A Quote by Devin Townsend

I've been making music for so long, and the main hurdles I've run when dealing with any public exposure is that many of my projects are so different from each other. — © Devin Townsend
I've been making music for so long, and the main hurdles I've run when dealing with any public exposure is that many of my projects are so different from each other.
How many films are there about friendships between teenagers? And how many projects are there dealing with friendships among adults? True friendships - really dealing with the intimacy behind what happened then, and how long you've known each other, and the wounds that haven't healed. That's what [About Alex] film is about.
If you were dealing with the accumulated repressions of only one lifetime, it would be different. But these are the repressions of numerous lives. Nobody knows how many times you have been born, and how many societies have crushed you. And each time a different society, and all these societies destroying you in different ways... this is why you carry so many inner contradictions.
In the long run, all I care about is making good music & not wasting time being in the public eye.
In England, in France, in no other country would a black man have a chance to get elected. There's no two ways about it. Our country [USA] has been better about dealing with immigration and people who are different from each other than any other country in the world, that I know of.
Deftones is always my main focus. I’ve been doing it the longest and it’s definitely a priority. I think of these as projects. It’s not like I’m unfulfilled with a need to find another outlet. I look at it as making music with my friends, and I’m blessed that they’re great musicians.
On certain projects, on big public projects, people definitely are interested in making them greener, but on smaller projects with tight budgets it can be harder.
The studio does projects all over the world, and in each place, we focus on trying to make a project specific to that place. We take a different perspective everywhere we work - our passion is public projects, wherever they are.
Pharoahe Monch is a long time supporter of my music and I'm a long time supporter of his music so when we met each other it was almost like a natural occurrence.I met him before a few years earlier and we were just politicking with each other and we had a conversation about possibly doing something but our schedules have always been in conflict.
I'm a big Justin Bieber fan. I've been a Justin Bieber fan. I've been listening to his music. OG, you know. That's also my friend, too, so, you know. It's just one of those things. We've been supporting each other's music for a long, long, long time.
In English films, they concentrate more on background scores and the music will be the main highlight of movie. When it comes to our local language, we have comedy, emotion, hero buildups, etc., and the music for each will be different from the other.
I am a bit different from the other sprinters because, I would say, I can run many different ways while the other guys they just came on and they can only run one way.
The adult way to run a business is to run it more like a country. They have disputes, yet they've actually been able to have huge trade with each other. They're not sending bombs at each other.
That's one of the main things I do, work with choreographers. I've been doing it a long time, and it's a real important part of my life as a soundmaker, making music for dance.
There never is any such thing as one truth to be found in dramatic art. There are many. These truths challenge each other, recoil from each other, reflect each other, ignore each other, tease each other, are blind to each other. Sometimes you feel you have the truth of a moment in your hand, then it slips through your fingers and is lost.
The fact that you're having disagreements with each other isn't a problem -that just shows that there are some areas of your relationship that need to be worked on. And that's normal. People are different, so of course you're going to run into times where your differences come out and rub each other the wrong way. But what's important is that you both commit to work on those differences until both of you are satisfied. When you do that, you're walking the right road together and over the long-run you'll do just fine.
For a long time in my adolescence, comedy was the only tool I had for communication and dealing with the world and dealing with people - I didn't know any other lens in which to do it.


- **Brief**:
When copying the records below, keep every word as it is and drop the images.

- **Records**:
============
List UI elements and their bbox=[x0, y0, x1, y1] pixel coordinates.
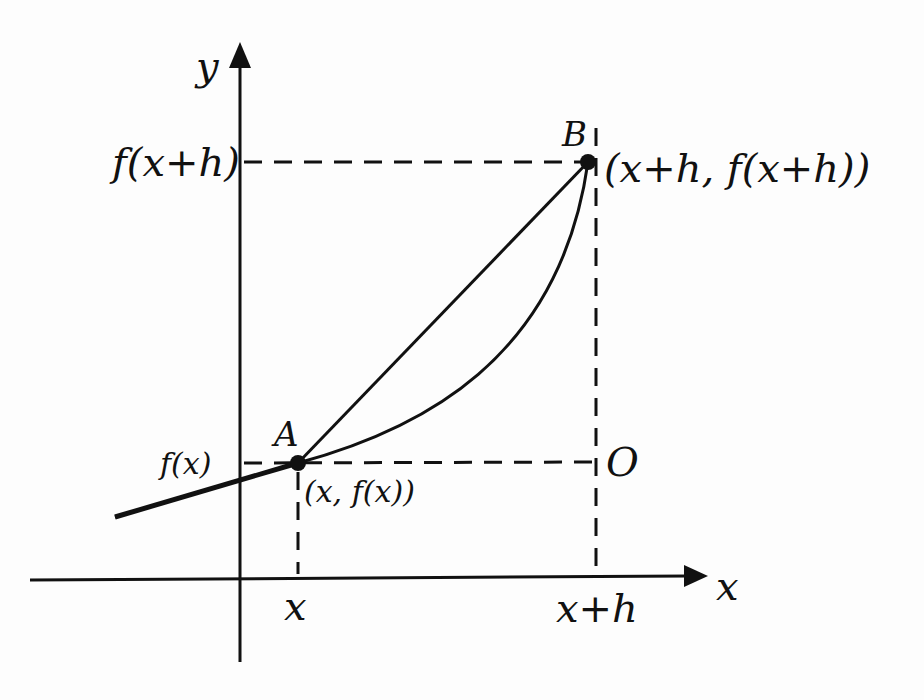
x-tick-x: x bbox=[284, 583, 307, 629]
point-b-coords: (x+h, f(x+h)) bbox=[604, 145, 870, 191]
x-axis bbox=[30, 576, 688, 580]
point-b-dot bbox=[580, 154, 596, 170]
y-axis-label: y bbox=[194, 43, 220, 89]
y-tick-f-x-plus-h: f(x+h) bbox=[109, 139, 240, 185]
guide-lines bbox=[244, 128, 596, 574]
x-axis-label: x bbox=[716, 563, 739, 609]
point-a-coords: (x, f(x)) bbox=[304, 474, 415, 509]
point-a-dot bbox=[290, 455, 306, 471]
x-axis-arrow-icon bbox=[684, 565, 708, 587]
y-axis-arrow-icon bbox=[229, 42, 251, 68]
point-o-label: O bbox=[606, 439, 639, 485]
diagram-canvas: y x f(x+h) f(x) x x+h A (x, f(x)) B (x+h… bbox=[0, 0, 924, 700]
x-tick-x-plus-h: x+h bbox=[556, 585, 638, 631]
secant-line bbox=[298, 162, 588, 463]
secant-diagram: y x f(x+h) f(x) x x+h A (x, f(x)) B (x+h… bbox=[0, 0, 924, 700]
y-tick-f-x: f(x) bbox=[158, 446, 211, 481]
point-a-label: A bbox=[271, 414, 299, 454]
point-b-label: B bbox=[561, 114, 587, 154]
============
- **Task response**:
List UI elements and their bbox=[x0, y0, x1, y1] pixel coordinates.
x-tick-x: x bbox=[284, 583, 307, 629]
point-b-coords: (x+h, f(x+h)) bbox=[604, 145, 870, 191]
x-axis bbox=[30, 576, 688, 580]
point-b-dot bbox=[580, 154, 596, 170]
y-axis-label: y bbox=[194, 43, 220, 89]
y-tick-f-x-plus-h: f(x+h) bbox=[109, 139, 240, 185]
guide-lines bbox=[244, 128, 596, 574]
x-axis-label: x bbox=[716, 563, 739, 609]
point-a-coords: (x, f(x)) bbox=[304, 474, 415, 509]
point-a-dot bbox=[290, 455, 306, 471]
x-axis-arrow-icon bbox=[684, 565, 708, 587]
y-axis-arrow-icon bbox=[229, 42, 251, 68]
point-o-label: O bbox=[606, 439, 639, 485]
diagram-canvas: y x f(x+h) f(x) x x+h A (x, f(x)) B (x+h… bbox=[0, 0, 924, 700]
x-tick-x-plus-h: x+h bbox=[556, 585, 638, 631]
secant-line bbox=[298, 162, 588, 463]
secant-diagram: y x f(x+h) f(x) x x+h A (x, f(x)) B (x+h… bbox=[0, 0, 924, 700]
y-tick-f-x: f(x) bbox=[158, 446, 211, 481]
point-a-label: A bbox=[271, 414, 299, 454]
point-b-label: B bbox=[561, 114, 587, 154]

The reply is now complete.